Modern Britain has developed an almost erotic relationship with solemnity. We have solemnity about the climate, solemnity about identity, solemnity about pronouns, solemnity about everything except the things that actually matter. Into this festival of earnestness strode Clarkson, all six-foot-five of him, complaining that the coffee was cold and the car was German. He was never going to win awards from the Broadcasting Standards people. He was too busy winning the affection of people who still remember that entertainment should sometimes be entertaining.

There is a peculiar English pleasure in watching a man refuse to be improved. The therapeutic culture demands that we all become better versions of ourselves—more mindful, more sustainable, more in touch with our feelings. Clarkson’s response has always been to buy another Aston Martin and drive it through a river. Now the river has come to him, in the form of rogue cells with ideas above their station. One suspects he will treat the disease with the same mixture of irritation and dark humour he applies to everything else. “Not now, I’m trying to harvest beetroot,” he will mutter, before writing another column about how the NHS has all the organisational efficiency of a Top Gear production meeting.

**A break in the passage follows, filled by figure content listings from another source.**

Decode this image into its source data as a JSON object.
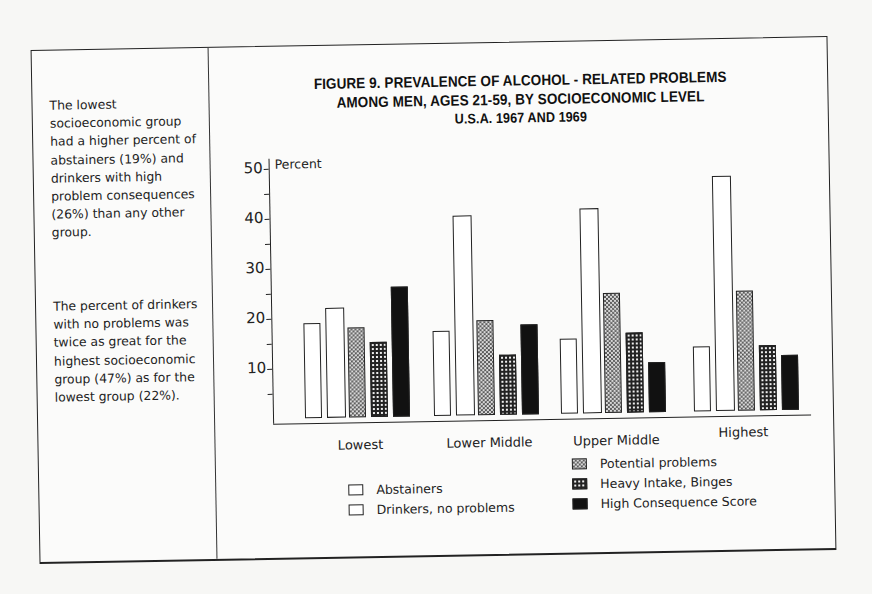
{
  "sidebar_notes": {
    "note1": "The lowest socioeconomic group had a higher percent of abstainers (19%) and drinkers with high problem consequences (26%) than any other group.",
    "note2": "The percent of drinkers with no problems was twice as great for the highest socioeconomic group (47%) as for the lowest group (22%)."
  },
  "chart_data": {
    "type": "bar",
    "title": "FIGURE 9. PREVALENCE OF ALCOHOL - RELATED PROBLEMS AMONG MEN, AGES 21-59, BY SOCIOECONOMIC LEVEL U.S.A. 1967 AND 1969",
    "title_lines": [
      "FIGURE 9.  PREVALENCE OF ALCOHOL - RELATED PROBLEMS",
      "AMONG MEN, AGES 21-59, BY SOCIOECONOMIC LEVEL",
      "U.S.A. 1967 AND 1969"
    ],
    "xlabel": "",
    "ylabel": "Percent",
    "ylim": [
      0,
      50
    ],
    "yticks": [
      10,
      20,
      30,
      40,
      50
    ],
    "grid": false,
    "legend_position": "bottom",
    "categories": [
      "Lowest",
      "Lower Middle",
      "Upper Middle",
      "Highest"
    ],
    "series": [
      {
        "name": "Abstainers",
        "pattern": "white",
        "values": [
          19,
          17,
          15,
          13
        ]
      },
      {
        "name": "Drinkers, no problems",
        "pattern": "white",
        "values": [
          22,
          40,
          41,
          47
        ]
      },
      {
        "name": "Potential problems",
        "pattern": "light-checker",
        "values": [
          18,
          19,
          24,
          24
        ]
      },
      {
        "name": "Heavy Intake, Binges",
        "pattern": "dark-checker",
        "values": [
          15,
          12,
          16,
          13
        ]
      },
      {
        "name": "High Consequence Score",
        "pattern": "solid-black",
        "values": [
          26,
          18,
          10,
          11
        ]
      }
    ]
  },
  "axis": {
    "ylabel": "Percent",
    "ticks": [
      "10",
      "20",
      "30",
      "40",
      "50"
    ]
  },
  "legend": {
    "abstainers": "Abstainers",
    "no_problems": "Drinkers, no problems",
    "potential": "Potential problems",
    "heavy": "Heavy Intake, Binges",
    "high": "High Consequence Score"
  }
}
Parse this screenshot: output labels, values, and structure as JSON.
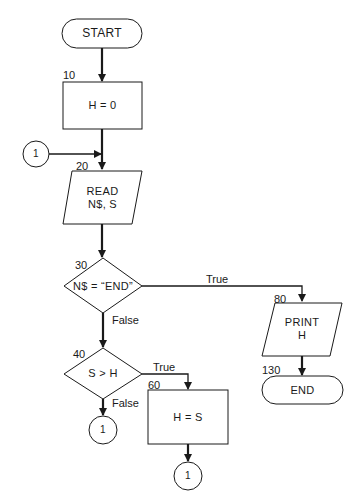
{
  "diagram": {
    "type": "flowchart",
    "nodes": [
      {
        "id": "start",
        "shape": "terminal",
        "text": "START"
      },
      {
        "id": "n10",
        "shape": "process",
        "line_no": "10",
        "text": "H = 0"
      },
      {
        "id": "c1_in",
        "shape": "connector",
        "text": "1"
      },
      {
        "id": "n20",
        "shape": "io",
        "line_no": "20",
        "line1": "READ",
        "line2": "N$, S"
      },
      {
        "id": "n30",
        "shape": "decision",
        "line_no": "30",
        "text": "N$ = “END”"
      },
      {
        "id": "n80",
        "shape": "io",
        "line_no": "80",
        "line1": "PRINT",
        "line2": "H"
      },
      {
        "id": "n130",
        "shape": "terminal",
        "line_no": "130",
        "text": "END"
      },
      {
        "id": "n40",
        "shape": "decision",
        "line_no": "40",
        "text": "S > H"
      },
      {
        "id": "n60",
        "shape": "process",
        "line_no": "60",
        "text": "H = S"
      },
      {
        "id": "c1_false",
        "shape": "connector",
        "text": "1"
      },
      {
        "id": "c1_after60",
        "shape": "connector",
        "text": "1"
      }
    ],
    "edges": [
      {
        "from": "start",
        "to": "n10",
        "label": ""
      },
      {
        "from": "n10",
        "to": "n20",
        "label": ""
      },
      {
        "from": "c1_in",
        "to": "n20",
        "label": ""
      },
      {
        "from": "n20",
        "to": "n30",
        "label": ""
      },
      {
        "from": "n30",
        "to": "n80",
        "label": "True"
      },
      {
        "from": "n30",
        "to": "n40",
        "label": "False"
      },
      {
        "from": "n80",
        "to": "n130",
        "label": ""
      },
      {
        "from": "n40",
        "to": "n60",
        "label": "True"
      },
      {
        "from": "n40",
        "to": "c1_false",
        "label": "False"
      },
      {
        "from": "n60",
        "to": "c1_after60",
        "label": ""
      }
    ],
    "edge_labels": {
      "true": "True",
      "false": "False"
    }
  }
}
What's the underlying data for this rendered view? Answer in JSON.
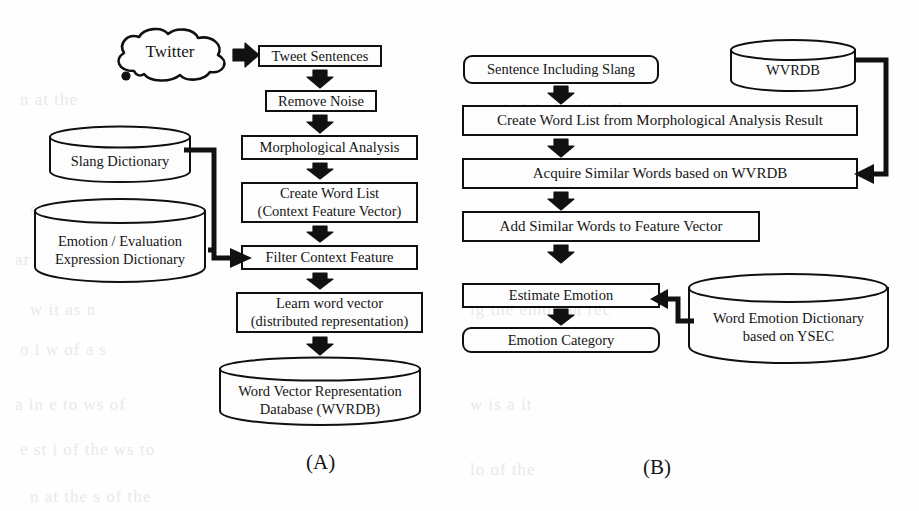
{
  "figure": {
    "panels": [
      {
        "id": "A",
        "caption": "(A)",
        "source_cloud": {
          "label": "Twitter"
        },
        "steps": [
          {
            "id": "tweet-sentences",
            "label": "Tweet Sentences"
          },
          {
            "id": "remove-noise",
            "label": "Remove Noise"
          },
          {
            "id": "morphological",
            "label": "Morphological Analysis"
          },
          {
            "id": "create-word-list",
            "line1": "Create Word List",
            "line2": "(Context Feature Vector)"
          },
          {
            "id": "filter-context",
            "label": "Filter Context Feature"
          },
          {
            "id": "learn-word-vector",
            "line1": "Learn word vector",
            "line2": "(distributed representation)"
          }
        ],
        "databases": [
          {
            "id": "slang-dictionary",
            "line1": "Slang Dictionary",
            "line2": ""
          },
          {
            "id": "emotion-dictionary",
            "line1": "Emotion / Evaluation",
            "line2": "Expression Dictionary"
          },
          {
            "id": "wvrdb-output",
            "line1": "Word Vector Representation",
            "line2": "Database (WVRDB)"
          }
        ]
      },
      {
        "id": "B",
        "caption": "(B)",
        "steps": [
          {
            "id": "sentence-including-slang",
            "label": "Sentence Including Slang"
          },
          {
            "id": "create-word-list-ma",
            "label": "Create Word List from Morphological Analysis Result"
          },
          {
            "id": "acquire-similar-words",
            "label": "Acquire Similar Words based on WVRDB"
          },
          {
            "id": "add-similar-words",
            "label": "Add Similar Words to Feature Vector"
          },
          {
            "id": "estimate-emotion",
            "label": "Estimate Emotion"
          },
          {
            "id": "emotion-category",
            "label": "Emotion Category"
          }
        ],
        "databases": [
          {
            "id": "wvrdb-input",
            "line1": "WVRDB",
            "line2": ""
          },
          {
            "id": "word-emotion-dictionary",
            "line1": "Word Emotion Dictionary",
            "line2": "based on YSEC"
          }
        ]
      }
    ]
  },
  "colors": {
    "stroke": "#101010",
    "fill": "#fdfdfd",
    "arrow": "#111111",
    "background": "#fefefe"
  },
  "bleed_text": [
    {
      "text": "n  at  the",
      "x": 20,
      "y": 90
    },
    {
      "text": "a  st  in  W,  the  distribution",
      "x": 470,
      "y": 100
    },
    {
      "text": "sec  the  of  i",
      "x": 30,
      "y": 200
    },
    {
      "text": "tion  w  ith  an  in",
      "x": 470,
      "y": 215
    },
    {
      "text": "ar  of",
      "x": 15,
      "y": 250
    },
    {
      "text": "w  it  as  n",
      "x": 30,
      "y": 300
    },
    {
      "text": "lg  the  emotion  rec",
      "x": 470,
      "y": 300
    },
    {
      "text": "o  i  w  of  a  s",
      "x": 20,
      "y": 340
    },
    {
      "text": "a  in  e  to  ws  of",
      "x": 15,
      "y": 395
    },
    {
      "text": "w  is  a  it",
      "x": 470,
      "y": 395
    },
    {
      "text": "e  st  i  of  the  ws  to",
      "x": 20,
      "y": 440
    },
    {
      "text": "lo  of  the",
      "x": 470,
      "y": 460
    },
    {
      "text": "n  at  the  s  of  the",
      "x": 30,
      "y": 487
    }
  ]
}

The wider point, which the solemn ones will miss, is that Clarkson represents something increasingly rare: the right to be wrong in public. Not wrong in the sense of being mistaken about facts—though he has been that too, gloriously—but wrong in the sense of holding opinions that offend the prevailing consensus. In an age when deviation from the script can end careers, here was a man who treated the script as something to be used for kindling. That he did so while becoming enormously successful only compounded the offence. The chattering classes could forgive poverty; they could not forgive popularity achieved without their permission.

Cancer, of course, doesn’t care about any of this. It is the great equaliser, the ultimate reminder that biology has not read the Guardian. Even the mighty Clarkson, conqueror of caravans and critic of cycle lanes, must now contend with the frailty of meat. One hopes—fervently, if not solemnly—that he beats the bastard thing. Not because he is a saint (he isn’t) or because his views are correct on every point (they aren’t), but because a world without him would be marginally more boring, marginally more frightened of its own shadow.

In the meantime, one raises a glass—something full-blooded and inappropriate—to the man himself. May his prostate prove as stubborn as its owner. May his recovery be swift, his complaints loud, and his subsequent television output even more politically catastrophic than before. The forces of dullness have enough on their side already. They don’t need to claim this scalp too. Godspeed, you magnificent, impossible sod.